Relocating to the region
The GO Train Expansion and Its Impact on Niagara Real Estate
Daily GO rail service connecting Niagara to the GTA changed the calculus for commuters — and, over time, for property values near the stations. Here is a measured look at what it means for buyers and sellers.
Why a rail line changes a region
Transit has a long history of reshaping where people choose to live. When a reliable connection to a major job centre arrives, places that once felt too far suddenly land inside someone's commuting radius — and that shift tends to show up in housing demand. Daily GO rail service linking Niagara to the GTA brought exactly that kind of change to the region's relocation story.
What it means for buyers
For buyers, the rail connection widens the menu. You can weigh a home in the Niagara Region against GTA prices knowing a car is no longer the only way into Toronto. That is especially powerful for hybrid workers who only need to be downtown a few days a week. If you are running that comparison, our guide to cost of living in St. Catharines vs. Toronto helps you weigh the full trade-off, commute included. Start your home search with listings in St. Catharines and homes in Niagara Falls, both served by the connection.
What it means for sellers and values
Improved transit tends to support demand over time, particularly for homes within an easy reach of a station. That does not guarantee any specific price movement — values respond to interest rates, supply, and the broader economy too — but better connectivity is a genuine, durable amenity that buyers increasingly factor in. Sellers near the corridor should make sure their marketing speaks to commuters, not just to local buyers.
Do the trip before you bank on it
Schedules, frequency, and fares evolve, so check the current GO Transit timetable for your specific origin and destination rather than relying on assumptions — and ideally ride it once at the time you would actually travel. A connection that works beautifully for a 9-to-5 downtown role may be less convenient for irregular hours. Knowing the real-world rhythm protects you from a commute that looks better on paper than in practice.
Buying along the corridor
The rail connection is one of the clearest examples of why Niagara keeps drawing GTA buyers — and why it pays to buy with someone who understands which neighbourhoods genuinely benefit. If a commute-friendly Niagara base is on your radar, our broader guide to moving from Toronto to Niagara is a good next read, and the latest regional listings show what is available right now.

About the authors
Written by the Davids & DeLaat team
With 30+ years of combined experience, $1B+ in real estate sold, and 2,000+ families successfully moved, Shawn DeLaat & Terence Davids and their team are the trusted authorities on the Niagara and Hamilton markets.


** PROBLEM TO SOLVE **
Among the entries below, count the lines where the string "category" occurs, and give only the number.

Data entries
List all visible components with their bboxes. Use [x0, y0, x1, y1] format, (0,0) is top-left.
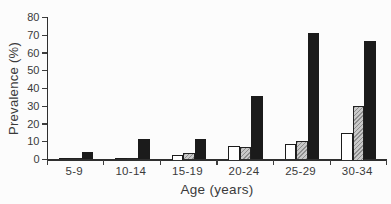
- bar-chart-figure: Prevalence (%) Age (years) 0102030405060…: [0, 0, 391, 204]
- x-axis-category-label: 5-9: [46, 165, 102, 177]
- black-bar-20-24: [251, 96, 263, 160]
- y-axis-tick-label: 70: [14, 29, 40, 42]
- white-bar-30-34: [341, 133, 353, 160]
- x-axis-category-label: 15-19: [159, 165, 215, 177]
- x-axis-category-label: 20-24: [216, 165, 272, 177]
- white-bar-15-19: [172, 155, 184, 159]
- white-bar-5-9: [59, 158, 71, 160]
- y-axis-tick: [42, 17, 47, 18]
- y-axis-tick: [42, 123, 47, 124]
- y-axis-tick: [42, 52, 47, 53]
- white-bar-20-24: [228, 146, 240, 159]
- black-bar-25-29: [308, 33, 320, 159]
- y-axis-tick: [42, 141, 47, 142]
- y-axis-line: [47, 17, 48, 161]
- gray-hatched-bar-10-14: [127, 158, 139, 160]
- y-axis-tick-label: 10: [14, 135, 40, 148]
- y-axis-tick-label: 80: [14, 11, 40, 24]
- black-bar-10-14: [138, 139, 150, 159]
- x-axis-tick: [386, 160, 387, 164]
- y-axis-tick: [42, 70, 47, 71]
- black-bar-30-34: [364, 41, 376, 160]
- gray-hatched-bar-30-34: [353, 106, 365, 159]
- x-axis-title: Age (years): [127, 182, 307, 197]
- gray-hatched-bar-5-9: [70, 158, 82, 160]
- x-axis-category-label: 25-29: [273, 165, 329, 177]
- gray-hatched-bar-20-24: [240, 147, 252, 159]
- y-axis-tick-label: 40: [14, 82, 40, 95]
- x-axis-category-label: 10-14: [103, 165, 159, 177]
- y-axis-tick-label: 30: [14, 100, 40, 113]
- black-bar-5-9: [82, 152, 94, 159]
- y-axis-tick-label: 50: [14, 64, 40, 77]
- y-axis-tick-label: 60: [14, 47, 40, 60]
- white-bar-25-29: [285, 144, 297, 160]
- gray-hatched-bar-25-29: [296, 141, 308, 160]
- gray-hatched-bar-15-19: [183, 153, 195, 159]
- y-axis-tick-label: 0: [14, 153, 40, 166]
- black-bar-15-19: [195, 139, 207, 159]
- y-axis-tick: [42, 88, 47, 89]
- x-axis-category-label: 30-34: [329, 165, 385, 177]
- y-axis-tick: [42, 35, 47, 36]
- y-axis-tick: [42, 106, 47, 107]
- white-bar-10-14: [115, 158, 127, 160]
- y-axis-tick-label: 20: [14, 118, 40, 131]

** YOUR RESPONSE **
6